The start to my career was not driven by an intentional desire to work in media but rather as a way to continue to explore the world (I had traveled and lived in southeast Asia for the previous 18 months and had got bit hard by wander lust). This was the summer of 1992 and a friend of my mom’s was starting a non-profit that was going to work on various projects in Hungary. One of the projects was an English language radio show, Budapest Day & Night, an NPR-styled news program that reported on Hungarian politics and culture.
At that time, because of the massive and historic changes that had just swept through the former Soviet Union and Eastern Europe, there were stories around every corner. Hungary was a particularly interesting place to report on because for many years under the Iron Curtain it had maintained a quasi-private enterprise system, operating in what they referred to as the ‘grey economy.’ As a result, they had a relatively large entrepreneurial class and attracted nearly 90% of all western investment dollars in the first few years after the fall of communism.

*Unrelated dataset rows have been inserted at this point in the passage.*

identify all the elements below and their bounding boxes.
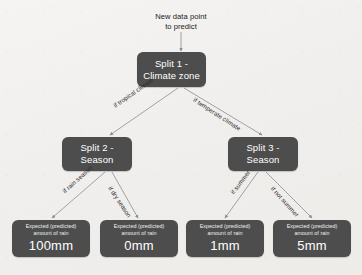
- leaf-caption-line2: amount of rain: [33, 230, 68, 237]
- leaf-value-100mm: 100mm: [29, 238, 73, 253]
- leaf-caption-line1: Expected (predicted): [26, 223, 77, 230]
- leaf-node-0mm[interactable]: Expected (predicted) amount of rain 0mm: [100, 220, 178, 257]
- leaf-caption-line1: Expected (predicted): [200, 223, 251, 230]
- root-label-line2: to predict: [140, 22, 222, 32]
- leaf-caption-line2: amount of rain: [121, 230, 156, 237]
- node-split-3-line1: Split 3 -: [246, 142, 279, 154]
- leaf-value-0mm: 0mm: [124, 238, 154, 253]
- leaf-caption-line1: Expected (predicted): [114, 223, 165, 230]
- decision-tree-diagram: New data point to predict Split 1 - Clim…: [0, 0, 362, 275]
- root-input-label: New data point to predict: [140, 12, 222, 31]
- leaf-node-1mm[interactable]: Expected (predicted) amount of rain 1mm: [186, 220, 264, 257]
- leaf-value-1mm: 1mm: [210, 238, 240, 253]
- leaf-caption-line2: amount of rain: [207, 230, 242, 237]
- node-split-2-line2: Season: [81, 154, 114, 166]
- node-split-2-line1: Split 2 -: [80, 142, 113, 154]
- node-split-3-line2: Season: [247, 154, 280, 166]
- leaf-value-5mm: 5mm: [297, 238, 327, 253]
- leaf-caption-line2: amount of rain: [294, 230, 329, 237]
- node-split-2[interactable]: Split 2 - Season: [62, 137, 132, 171]
- connector-split1-to-split2: [110, 88, 178, 135]
- node-split-1-line1: Split 1 -: [155, 58, 188, 70]
- leaf-caption-line1: Expected (predicted): [287, 223, 338, 230]
- node-split-3[interactable]: Split 3 - Season: [228, 137, 298, 171]
- leaf-node-5mm[interactable]: Expected (predicted) amount of rain 5mm: [273, 220, 351, 257]
- root-label-line1: New data point: [140, 12, 222, 22]
- leaf-node-100mm[interactable]: Expected (predicted) amount of rain 100m…: [12, 220, 90, 257]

I went over initially to help find sponsors for the program but a few weeks before the program was to start broadcasting, one of the young reporters got homesick and decided to leave, and I ended up taking her spot. Even though I had no formal media background or training as a reporter, I was fascinated by the changes taking place in Hungary and the region and quickly learned how to construct audio stories. The BDN staff was made up of 20-somethings, fresh out of college, and we were all pretty much making it up as we went along. We had wide latitude to focus on the stories that interested us, so I hosted a weekly political roundtable, reported on music happenings and local food, and generally pursued stories that were of interest to me, such as a piece I did on how Hungarians smuggled information, news, and literature out of the country during Communist times via Samzidat underground publishing.